Shipping a GenAI MVP in six weeks
Six weeks is enough time to build a real GenAI product if you are ruthless about what it is not. Here are the notes from doing exactly that on a document workflow tool, where teams upload files and get reviewable, ready-to-run actions back.
Start from the question, not the feature list
The product had to answer one thing on load: what needs my attention right now? Everything else was secondary. So the first screen became a command center, a handful of status tiles and two recent-activity lists, and that constraint did a lot of design work for free. When you know the one question, you know what to cut.
Grounding before generation
The temptation with any AI MVP is to ship the impressive demo, the open-ended chat that does anything. I went the other way. Every answer is retrieved against the user's own uploaded documents, so the system is useful and honest from day one instead of dazzling and unreliable. Narrow and trustworthy beats broad and hand-wavy, especially in week one.
Put a human in the loop on purpose
Automations generate a preview and then stop, waiting for a person to approve. This was not a limitation I apologized for, it was the feature. It is what makes an ops team comfortable letting software touch their work at all. Designing the approval surface well mattered more than adding a fifth capability.
What got cut
Plenty, and on purpose:
- Bulk ingestion. The architecture allows it; the MVP did not need it.
- Role-based permissions. Real for v2, noise for v1.
- Anything that looked like a settings maze.
Every one of those was a real request. Saying "not yet" to good ideas is most of what shipping on time actually is.
The result
A tool that takes a stack of files and returns reviewed, ready-to-run actions in a single session, built in six weeks because the scope stayed honest. The fastest way to ship is to be clear about the smallest thing that is genuinely useful, then build that thing properly.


▶ _TASK ITEM_: Write out all the entries word for word and omit any pictures.

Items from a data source
=== Begin Enclosure ===

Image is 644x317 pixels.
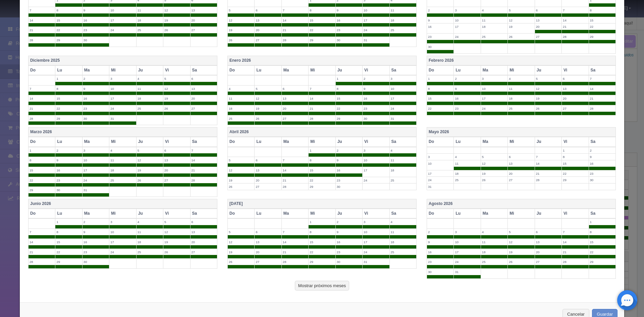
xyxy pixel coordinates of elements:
[109,167,136,174] label: 18
[109,218,136,225] label: 3
[336,229,362,235] label: 9
[589,23,616,30] label: 22
[228,183,254,190] label: 26
[282,85,308,92] label: 6
[28,95,55,101] label: 14
[362,85,389,92] label: 9
[508,170,534,177] label: 20
[454,95,480,101] label: 16
[163,229,190,235] label: 12
[282,95,308,101] label: 13
[589,154,616,160] label: 9
[427,183,454,190] label: 31
[82,157,109,163] label: 10
[55,37,82,43] label: 29
[109,157,136,163] label: 11
[427,177,454,183] label: 24
[427,154,454,160] label: 3
[282,7,308,14] label: 7
[589,17,616,23] label: 15
[190,7,217,14] label: 13
[190,157,217,163] label: 14
[427,7,454,14] label: 2
[82,7,109,14] label: 9
[481,177,508,183] label: 26
[481,170,508,177] label: 19
[136,17,163,23] label: 18
[163,7,190,14] label: 12
[362,157,389,163] label: 10
[308,17,335,23] label: 15
[109,17,136,23] label: 17
[562,23,588,30] label: 21
[109,177,136,183] label: 25
[362,105,389,112] label: 23
[562,17,588,23] label: 14
[562,147,588,154] label: 1
[481,85,508,92] label: 10
[508,85,534,92] label: 11
[390,218,416,225] label: 4
[390,177,416,183] label: 25
[308,95,335,101] label: 14
[228,229,254,235] label: 5
[254,27,281,33] label: 20
[508,7,534,14] label: 5
[109,95,136,101] label: 17
[454,229,480,235] label: 3
[136,7,163,14] label: 11
[82,147,109,154] label: 3
[535,7,562,14] label: 6
[454,154,480,160] label: 4
[282,157,308,163] label: 7
[308,37,335,43] label: 29
[427,17,454,23] label: 9
[308,147,335,154] label: 1
[336,27,362,33] label: 23
[82,75,109,82] label: 2
[427,229,454,235] label: 2
[454,160,480,167] label: 11
[136,218,163,225] label: 4
[589,170,616,177] label: 23
[535,33,562,40] label: 27
[82,27,109,33] label: 23
[136,85,163,92] label: 11
[454,23,480,30] label: 17
[427,160,454,167] label: 10
[390,7,416,14] label: 11
[55,177,82,183] label: 23
[481,33,508,40] label: 25
[82,105,109,112] label: 23
[481,160,508,167] label: 12
[481,95,508,101] label: 17
[55,105,82,112] label: 22
[481,23,508,30] label: 18
[427,33,454,40] label: 23
[427,75,454,82] label: 1
[136,177,163,183] label: 26
[163,218,190,225] label: 5
[308,229,335,235] label: 8
[28,177,55,183] label: 22
[254,167,281,174] label: 13
[535,105,562,112] label: 26
[562,95,588,101] label: 20
[427,85,454,92] label: 8
[254,7,281,14] label: 6
[163,85,190,92] label: 12
[28,7,55,14] label: 7
[28,105,55,112] label: 21
[336,17,362,23] label: 16
[28,147,55,154] label: 1
[55,27,82,33] label: 22
[308,85,335,92] label: 7
[362,95,389,101] label: 16
[28,187,55,193] label: 29
[55,147,82,154] label: 2
[136,27,163,33] label: 25
[254,177,281,183] label: 20
[82,95,109,101] label: 16
[336,183,362,190] label: 30
[163,17,190,23] label: 19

=== End Enclosure ===

▶ _SOLVED EXERCISE_:
Image is 644x317 pixels.
xyxy pixel coordinates of elements:
[109,167,136,174] label: 18
[109,218,136,225] label: 3
[336,229,362,235] label: 9
[589,23,616,30] label: 22
[228,183,254,190] label: 26
[282,85,308,92] label: 6
[28,95,55,101] label: 14
[362,85,389,92] label: 9
[508,170,534,177] label: 20
[454,95,480,101] label: 16
[163,229,190,235] label: 12
[282,95,308,101] label: 13
[589,154,616,160] label: 9
[427,183,454,190] label: 31
[82,157,109,163] label: 10
[55,37,82,43] label: 29
[109,157,136,163] label: 11
[427,177,454,183] label: 24
[427,154,454,160] label: 3
[282,7,308,14] label: 7
[589,17,616,23] label: 15
[190,7,217,14] label: 13
[190,157,217,163] label: 14
[427,7,454,14] label: 2
[82,7,109,14] label: 9
[481,177,508,183] label: 26
[481,170,508,177] label: 19
[136,17,163,23] label: 18
[163,7,190,14] label: 12
[362,157,389,163] label: 10
[308,17,335,23] label: 15
[109,17,136,23] label: 17
[562,23,588,30] label: 21
[109,177,136,183] label: 25
[362,105,389,112] label: 23
[562,17,588,23] label: 14
[562,147,588,154] label: 1
[481,85,508,92] label: 10
[508,85,534,92] label: 11
[390,218,416,225] label: 4
[390,177,416,183] label: 25
[308,95,335,101] label: 14
[228,229,254,235] label: 5
[254,27,281,33] label: 20
[508,7,534,14] label: 5
[109,95,136,101] label: 17
[454,229,480,235] label: 3
[136,7,163,14] label: 11
[82,147,109,154] label: 3
[535,7,562,14] label: 6
[454,154,480,160] label: 4
[282,157,308,163] label: 7
[308,37,335,43] label: 29
[427,17,454,23] label: 9
[308,147,335,154] label: 1
[336,27,362,33] label: 23
[82,75,109,82] label: 2
[427,229,454,235] label: 2
[454,160,480,167] label: 11
[136,218,163,225] label: 4
[589,170,616,177] label: 23
[535,33,562,40] label: 27
[82,27,109,33] label: 23
[136,85,163,92] label: 11
[454,23,480,30] label: 17
[427,160,454,167] label: 10
[390,7,416,14] label: 11
[55,177,82,183] label: 23
[481,33,508,40] label: 25
[82,105,109,112] label: 23
[481,160,508,167] label: 12
[481,95,508,101] label: 17
[55,105,82,112] label: 22
[481,23,508,30] label: 18
[427,33,454,40] label: 23
[427,75,454,82] label: 1
[136,177,163,183] label: 26
[163,218,190,225] label: 5
[308,229,335,235] label: 8
[28,177,55,183] label: 22
[254,167,281,174] label: 13
[535,105,562,112] label: 26
[562,95,588,101] label: 20
[427,85,454,92] label: 8
[254,7,281,14] label: 6
[163,85,190,92] label: 12
[28,7,55,14] label: 7
[28,105,55,112] label: 21
[336,17,362,23] label: 16
[28,147,55,154] label: 1
[55,27,82,33] label: 22
[308,85,335,92] label: 7
[362,95,389,101] label: 16
[28,187,55,193] label: 29
[55,147,82,154] label: 2
[136,27,163,33] label: 25
[254,177,281,183] label: 20
[82,95,109,101] label: 16
[336,183,362,190] label: 30
[163,17,190,23] label: 19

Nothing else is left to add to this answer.